Search results
Results from the WOW.Com Content Network
Harcourt (/ ˈ h ɑːr k ɔːr t /) was an American publishing firm with a long history of publishing fiction and nonfiction for adults and children. It was known at different stages in its history as Harcourt Brace, & Co. and Harcourt Brace Jovanovich. From 1919 to 1982, it was based in New York City. [1]
William Jovanovich (1920 – 4 December 2001) was an American publisher, author, and businessman of Montenegrin descent.
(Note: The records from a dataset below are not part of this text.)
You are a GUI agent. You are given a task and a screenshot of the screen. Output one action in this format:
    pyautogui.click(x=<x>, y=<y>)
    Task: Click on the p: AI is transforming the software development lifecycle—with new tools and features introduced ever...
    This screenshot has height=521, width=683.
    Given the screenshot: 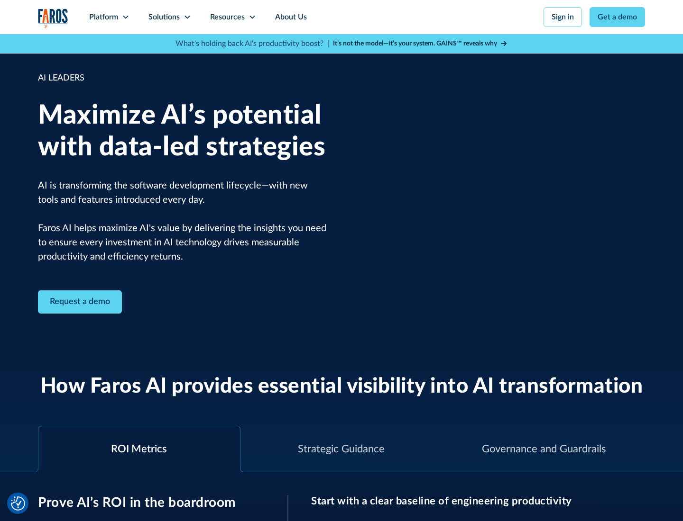 What is the action you would take?
    pyautogui.click(x=182, y=221)
    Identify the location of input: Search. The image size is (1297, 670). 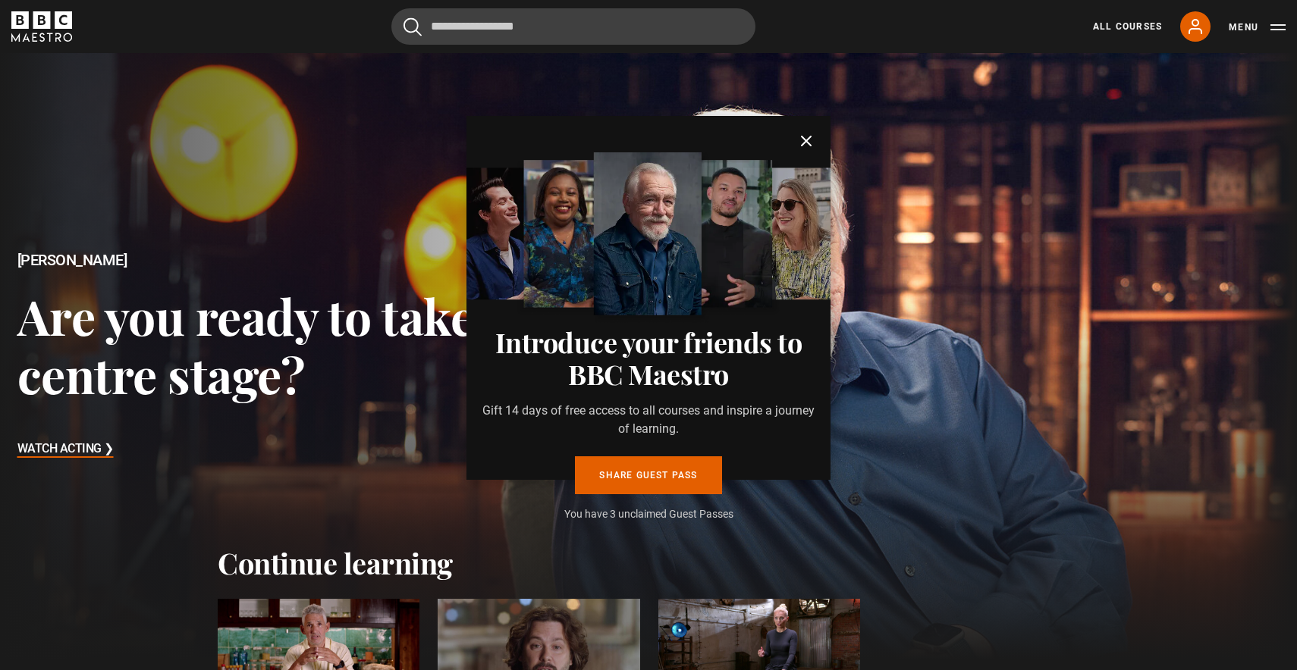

He served as the director of the publishing firm Harcourt, Brace & World from 1954 to 1991, renamed Harcourt, Brace, Jovanovich in his honor in 1970.
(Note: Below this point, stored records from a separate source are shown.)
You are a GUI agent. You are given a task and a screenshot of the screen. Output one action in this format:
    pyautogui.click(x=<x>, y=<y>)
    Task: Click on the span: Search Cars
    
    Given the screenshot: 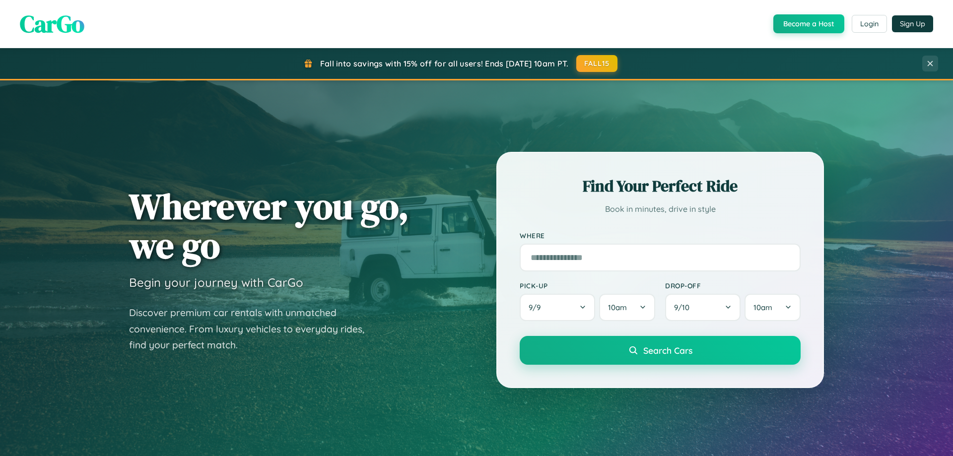 What is the action you would take?
    pyautogui.click(x=668, y=350)
     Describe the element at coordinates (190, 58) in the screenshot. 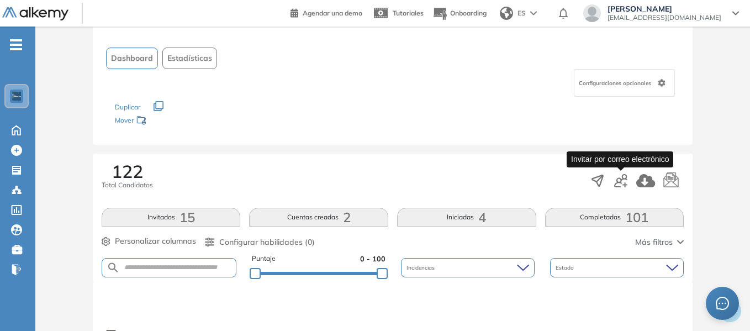

I see `button: Estadísticas` at that location.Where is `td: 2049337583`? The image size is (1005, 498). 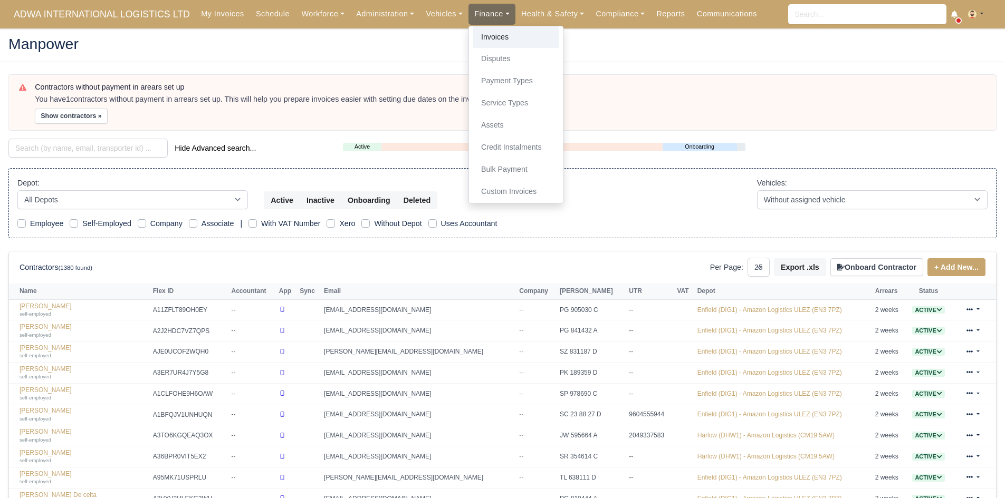 td: 2049337583 is located at coordinates (650, 436).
Books originally published by Harcourt, including World Book Company; Harcourt, Brace & Howe; Harcourt, Brace & Company; Harcourt, Brace & World; and Harcourt Brace Jovanovich. Subcategories This category has the following 3 subcategories, out of 3 total.
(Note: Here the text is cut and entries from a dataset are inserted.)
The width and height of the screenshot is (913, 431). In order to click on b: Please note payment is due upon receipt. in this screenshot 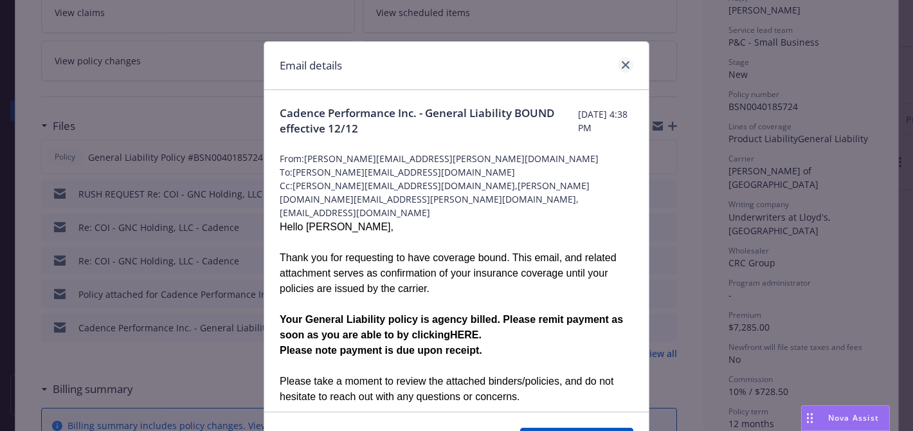, I will do `click(380, 350)`. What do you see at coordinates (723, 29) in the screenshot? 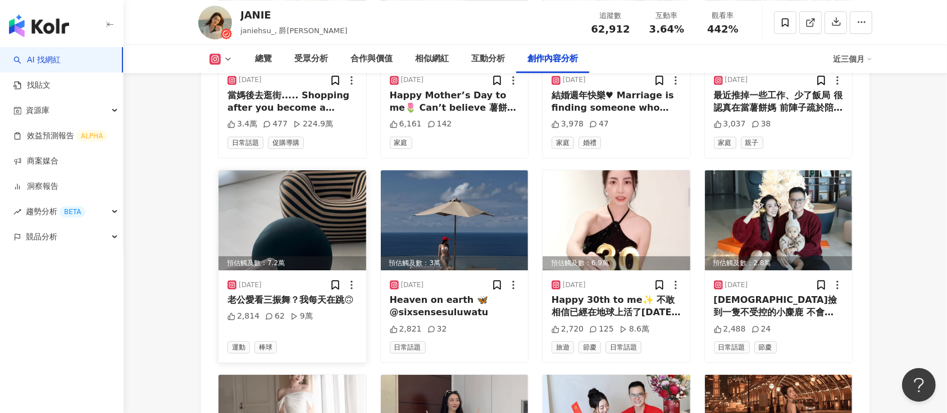
I see `span: 442%` at bounding box center [723, 29].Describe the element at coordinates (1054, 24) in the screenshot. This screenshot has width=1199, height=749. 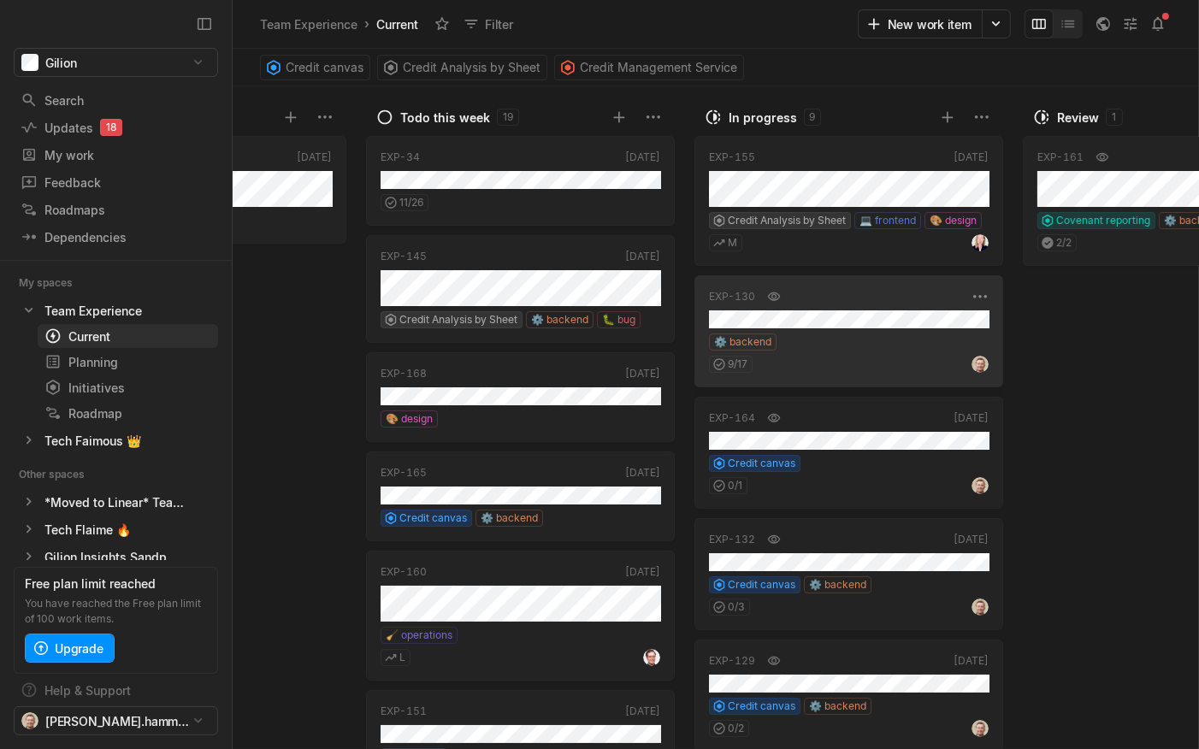
I see `div: board and list toggle` at that location.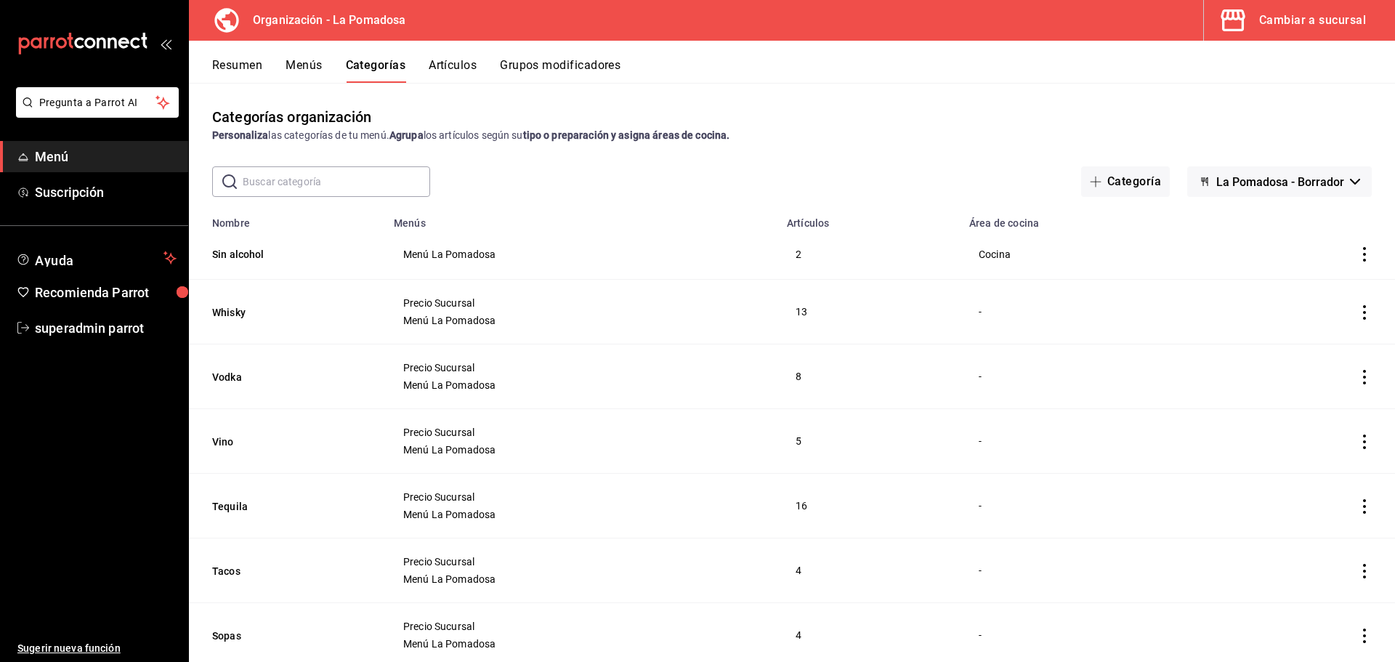 This screenshot has height=662, width=1395. What do you see at coordinates (304, 70) in the screenshot?
I see `button: Menús` at bounding box center [304, 70].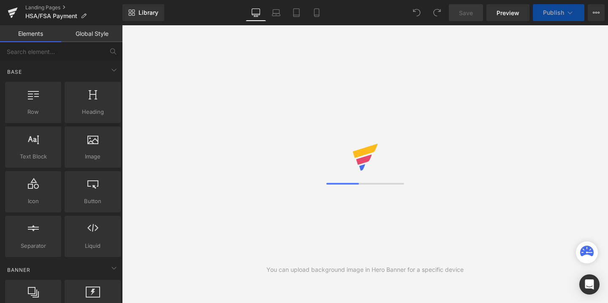 The image size is (608, 303). I want to click on span: Image, so click(92, 157).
Houghton Mifflin Harcourt Company (/ ˈ h oʊ t ən / HOH-tən; [9] HMH) is an American publisher of textbooks, instructional technology materials, assessments, and reference works. The company is based in the Boston Financial District .
The Elements of Style (also called Strunk & White) is a style guide for formal grammar used in American English writing. The first publishing was written by William Strunk Jr. in 1918, and published by Harcourt in 1920, comprising eight "elementary rules of usage," ten "elementary principles of composition," "a few matters of form," a list of 49 "words and expressions commonly misused," and a ...
Mariner Books, originally an imprint of HMH Books, [1] was established in 1997 as a publisher of fiction, non-fiction, and poetry in trade paperback. Mariner is also the publisher of the Harvest backlist, formerly published by Harcourt Brace/Harcourt Brace Jovanovich. [2] HarperCollins bought HMH in May 2021 for US$349 million. [3]
The Pantheon line became an imprint of Random House and in 1961 they established the A Helen and Kurt Wolff Book imprint at Harcourt Brace Jovanovich. Wolff had an advantage when selecting books from Europe, she could attend the Frankfurt book fair and read the book in German, French, Italian or Turkish, getting an advantage over other publishers.
The author claims that there is no historical record of disease spread in the Americas until 26 years after European arrival. He also notes that populations usually recover from epidemics within a few generations, as in the case of the Black Death , but the population of Indigenous Americans did not recover.